HOW RUSSIA AS IT IS WAS WRITTEN
I was born in 1958 in Moscow, USSR and immigrated to the United States in 1979. I arrived in New York, and in 1984 graduated from Columbia University. At the time, the Communist system was a real contender for world domination, and a world war seemed possible. In America, the Soviet system was presented as uniformly bad, common people were seen as suffering under it, but, because of the Communist tyranny, they were seen as unable to change the way they lived, to bring about American-style democracy that they surely were dreaming of. As much as I hated the Communist system, I knew that such a description of it was very inadequate.
That was the time when Italy and France had huge Communist parties, and indeed, most of my professors in Columbia were left-leaning, unable to understand why did I leave the Soviet Union. As moths are attracted to fire, people were drawn to the Communist ideals (and it was not at all clear what those ideals were) only to be destroyed by them. I felt that we needed to formulate what was the cause of this attraction.
Another related topic was that of envy Yet, you can open any economics textbook, and you would hardly ever find the discussion of an immense area of universally occurring economic activity that is meant to impede, deny, put under control, impose a tribute, destroy, dispossess, mislead, falsify, enslave, or kill.
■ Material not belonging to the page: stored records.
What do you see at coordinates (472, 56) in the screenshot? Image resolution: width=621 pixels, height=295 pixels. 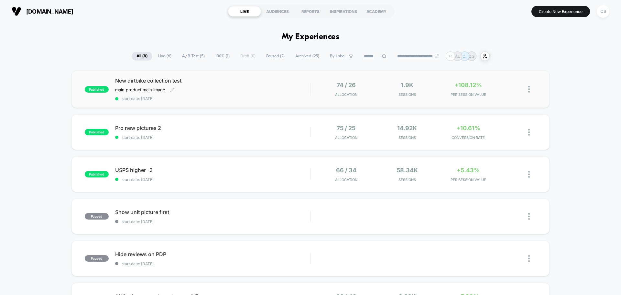 I see `p: ZG` at bounding box center [472, 56].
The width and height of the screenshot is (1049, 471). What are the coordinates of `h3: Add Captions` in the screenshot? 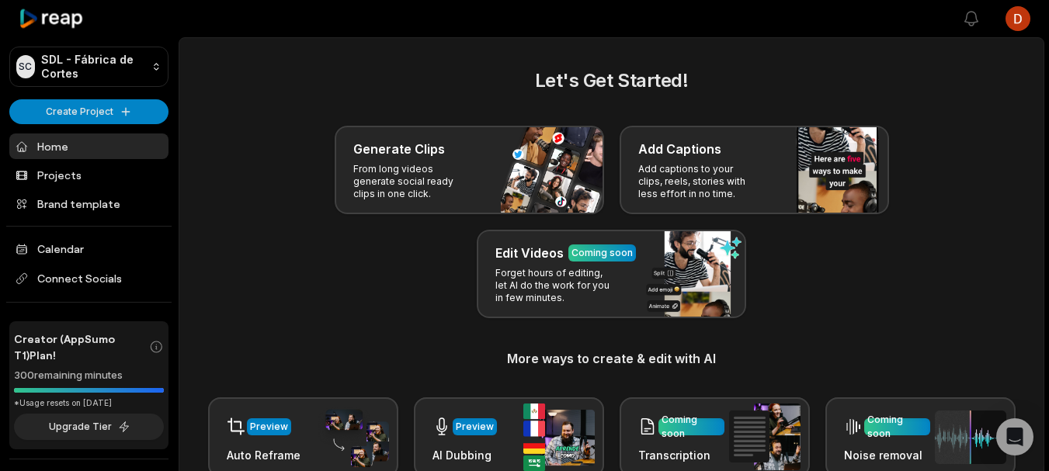 It's located at (679, 149).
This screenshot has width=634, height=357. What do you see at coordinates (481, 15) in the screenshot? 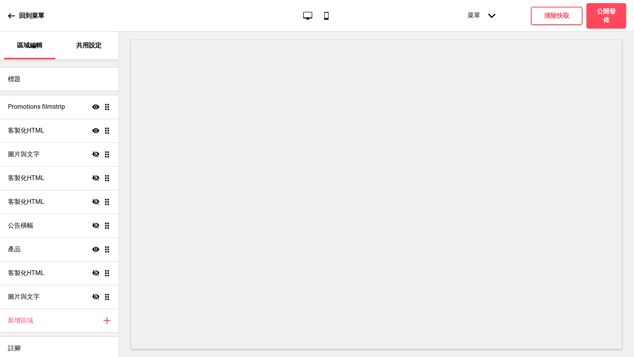
I see `div: 菜單` at bounding box center [481, 15].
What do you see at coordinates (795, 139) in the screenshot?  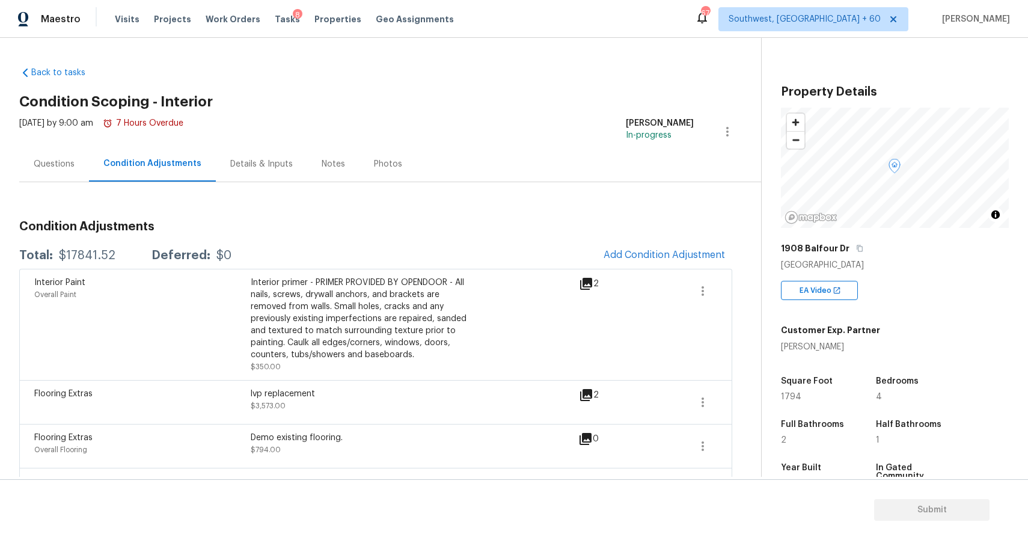 I see `button: Zoom out` at bounding box center [795, 139].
I am convinced that without understanding envy no intelligent discussion of the Communist system is possible.
My observation is that when someone is envious and hateful, they refuse to tell their victim their true motive because #1 they know its petty and embarassing #2 they don't want to clue their victim in.
Related: Russia As It Is (As low as $7.51) Amazon link; Russia As It Is (pdf link)
P.S. The Amazon comments are quite interesting.